A Pittsburgh example: when GRM and cap rate disagree
Two single-family rentals for sale the same week:
| Metric | Property A: Brighton Heights 3BR | Property B: Lower Hazelwood 3BR |
|---|---|---|
| Price | $135,000 | $85,000 |
| Monthly rent | $1,650 | $1,250 |
| Annual gross rent | $19,800 | $15,000 |
| GRM | 6.8 | 5.7 |
| Vacancy assumption | 7% | 12% |
| Property taxes | $3,200 | $1,900 |
| Insurance | $950 | $1,200 (loaded for higher risk) |
| Maintenance reserve | $1,584 | $1,500 (older systems) |
| Property management | $1,841 | $1,800 (10%, harder block) |
| Total opex | $7,575 | $6,400 |
| NOI | $10,839 | $6,800 |
| Cap rate | 8.0% | 8.0% |
GRM says Hazelwood wins (lower GRM = better). Cap rate says they tie - and operationally Brighton Heights is the easier hold.

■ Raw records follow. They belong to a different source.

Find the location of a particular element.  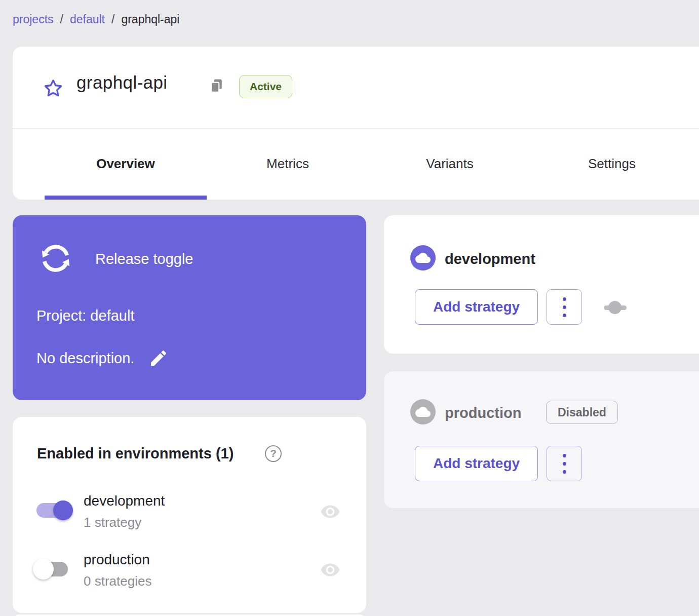

tab-settings: Settings is located at coordinates (612, 164).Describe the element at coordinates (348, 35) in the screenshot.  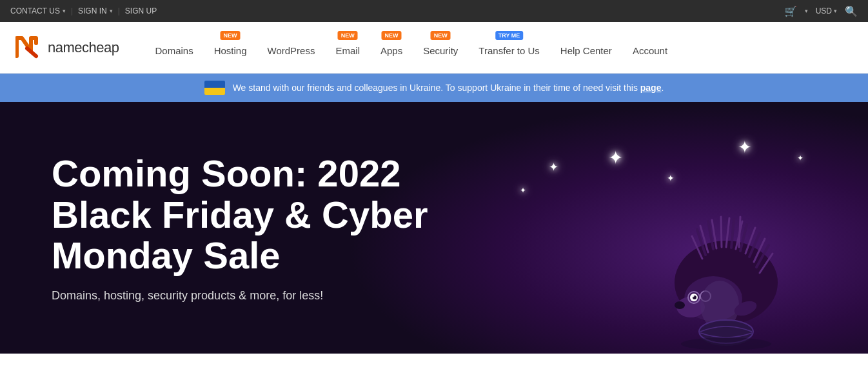
I see `email-badge: NEW` at that location.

Hazelwood looked great on the price-to-rent ratio but high vacancy assumption, loaded insurance, and harder management chewed up the apparent advantage. Brighton Heights' higher price was offset by lower vacancy and easier operations - producing the same cap rate with less management intensity.
This is exactly why GRM is for triage and cap rate is for decision-making.
When GRM is enough
- Initial listing scan (50+ properties to filter quickly)

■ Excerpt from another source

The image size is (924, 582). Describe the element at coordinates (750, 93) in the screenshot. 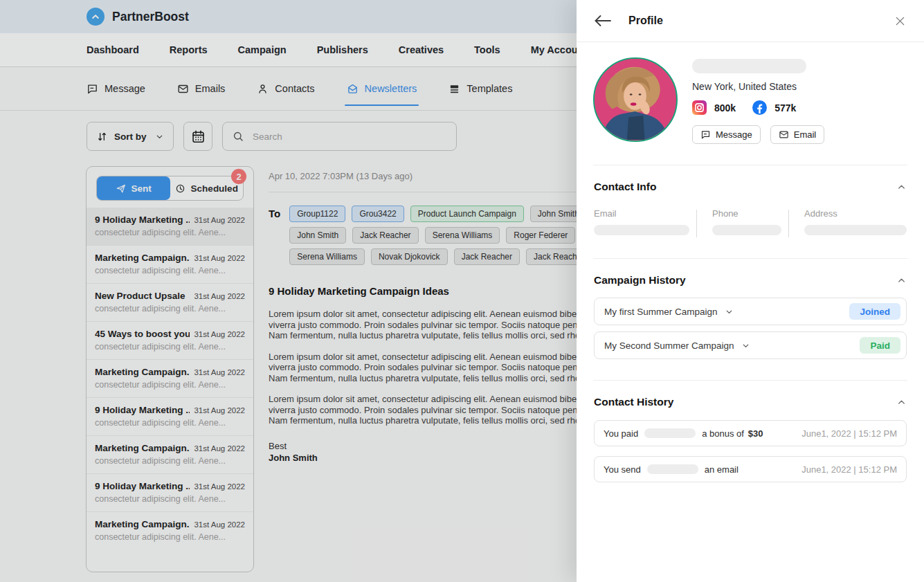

- Comparing two essentially identical properties on the same block
- Quick "is this in the right ballpark?" check before driving by a property
- Wholesalers communicating deal flow ("got a 7-GRM single-family in Brookline, interested?")

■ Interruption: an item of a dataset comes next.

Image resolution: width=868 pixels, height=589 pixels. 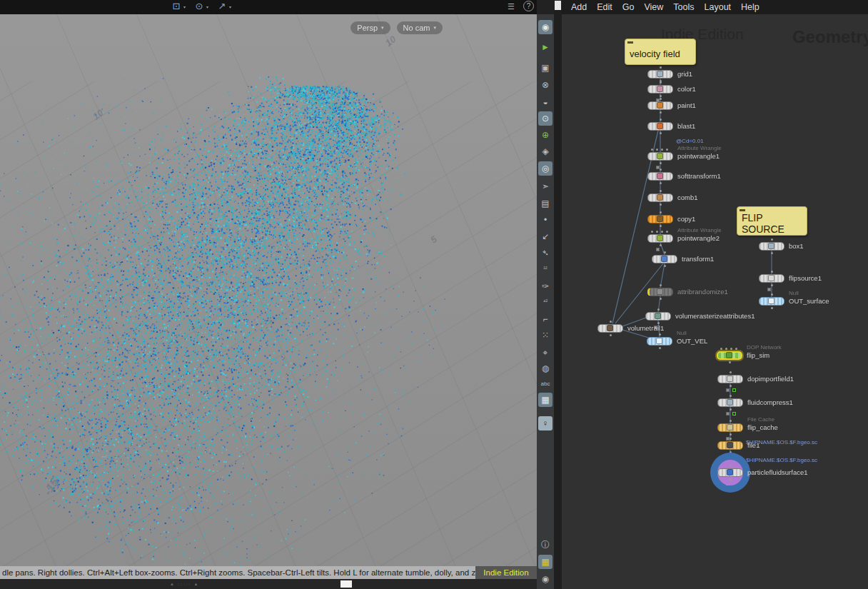 I want to click on menu-item-tools: Tools, so click(x=684, y=7).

When cap rate is mandatory
- Any property you are actually considering offering on
- Comparing properties across different sub-markets with different expense profiles
- Any deal where you intend to use financing (combine cap rate with cash-on-cash and DSCR for the full picture)
- Properties where the seller is presenting their own metrics - re-underwrite, do not trust their math
Pittsburgh GRM benchmarks 2026
- A-class (Squirrel Hill, Mt Lebanon): GRM 12-16. Cash flow thin, appreciation play.
- B-class (Brighton Heights, Carrick, Brookline): GRM 6-9. The Pittsburgh sweet spot.
- C-class (parts of Hazelwood, Wilkinsburg, lower Mon Valley): GRM 4-6. Numbers look great until you load real expenses and management intensity.
The C-class trap is exactly the example above - low GRM that does not survive a real cap rate analysis.
Other metrics to use alongside
GRM and cap rate are property-level metrics. To complete your underwriting, layer in:
- Cash-on-cash return for your actual yield on cash deployed
- DSCR for financing approval and stress-testing
- 1% rule as a fast triage filter (basically GRM at 100x annualized)
- 5-year total return including paydown and appreciation
Same Brighton Heights vs Hazelwood comparison above. The GRM-only investor passes on Brighton Heights because Hazelwood "looks better at 5.7 GRM vs 6.8." Two years later, Hazelwood has had 9 months of vacancy, two evictions, $11,000 in unplanned plumbing repairs, and management headaches. Brighton Heights has had 2 months of vacancy total, one tenant turnover handled in 3 weeks, $2,800 in maintenance. The "worse" GRM property produced more actual cash. Cap rate saw it; GRM did not.
DealScanner shows both metrics side-by-side for any Allegheny County single-family listing.